In all of the above examples, your body produces and releases oxytocin. It’s the yang to the yin of the conventional fight-or-flight chemicals: cortisol and adrenaline. When you’re in a stressful situation, your brain will flood your body with these two substances so that you breathe, think and run faster. Thanks to them, you react more efficiently and see your environment more clearly, so that you can evaluate all of the risks. Experiencing their effects isn’t particularly pleasant, unless you’re an adrenaline junkie and you like jumping off high places. Wait—even then it’s stressful. You just learn to enjoy it, or at least to see a different side of it.
Oxytocin is the other side of the coin. While you’re preparing yourself for fight or flight, oxytocin allows you to clear your head, dilate your blood vessels and seek help. You look for others around you who can help you. Humans are, after all, innately social creatures. Stress alone will kill you, because you’re worrying about it so much. But if you embrace its friendlier side, it’s really quite beautiful: the way to cope with stress is human interaction. It’s communication. Kind of poetic, in my opinion, especially when McGonigal says, “Stress gives us access to our hearts.”
To increase the magic of it, she explains how studies show that helping others also reduces stress. Interacting with your community and environment in a positive way balances out the everyday amount of cortisol with oxytocin.

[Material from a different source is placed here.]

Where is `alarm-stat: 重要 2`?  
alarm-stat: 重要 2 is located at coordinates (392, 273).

The latter hormone also helps to erode the fats that begin to clog the blood vessels in your heart after cortisol and adrenaline bottle them up in case you don’t get to eat for a while. Releasing oxytocin is the only way to save yourself from a heart attack after you’ve experienced a trauma. It’s a bit clichéd, but hey, if it’s backed by biology, I’m in.
If that interested you, and I hope against hope that it did, I have another talk in mind. This one’s called “Your Body Language Shapes Who You Are,” by Amy Cuddy. Again, it’s nothing you haven’t heard before: just that feeling and acting powerful will cause you to become powerful. Lame, right?

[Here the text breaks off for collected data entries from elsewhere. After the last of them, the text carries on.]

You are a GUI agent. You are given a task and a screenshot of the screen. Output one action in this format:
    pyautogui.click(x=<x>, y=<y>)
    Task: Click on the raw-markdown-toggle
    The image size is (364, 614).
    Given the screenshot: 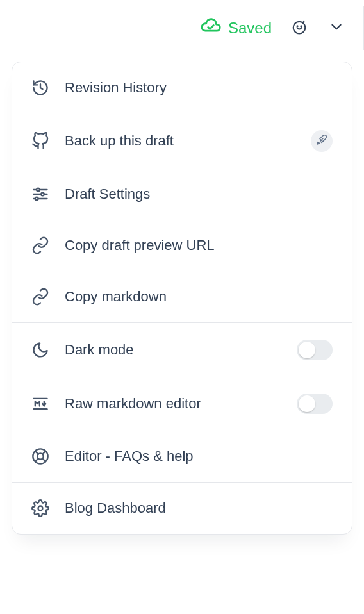 What is the action you would take?
    pyautogui.click(x=315, y=404)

Wrong. I advise you to watch it. Or, in case you won’t, I’ll ask you to do just one thing: try out her claim. Her suggestion, oversimplified by me, is: next time you’re going up in an elevator to get to a big interview or jury or presentation or whatever worries you, do a “power pose.” Stand tall, square your shoulders (basically like a soldier) and do NOT cross your arms. Expand your body, and keep the pose for two minutes, then release. If you “fake it” for two minutes, you can “make it” when on trial. If you do this enough times, apparently you can eventually “become” it. I’m gonna try it the next time before a jury, for sure.
After watching these two, though, I now want to hear a TED Talk about how to give TED Talks. The people who do them, although not always relaxed (in fact, they’re often so nervous that their voices are shaking, like Cuddy’s), deliver 20-minute speeches from memory—speeches that don’t sound particularly rehearsed. Maybe they have cues on the screens or something, but even so, the talks are composed of little jokes and casual remarks to such a large extent that thematic cues probably wouldn’t be enough to keep the speaker on track. I wonder what their secret is. It’s probably something new age-y, like “empower yourself.” Or, do a power pose.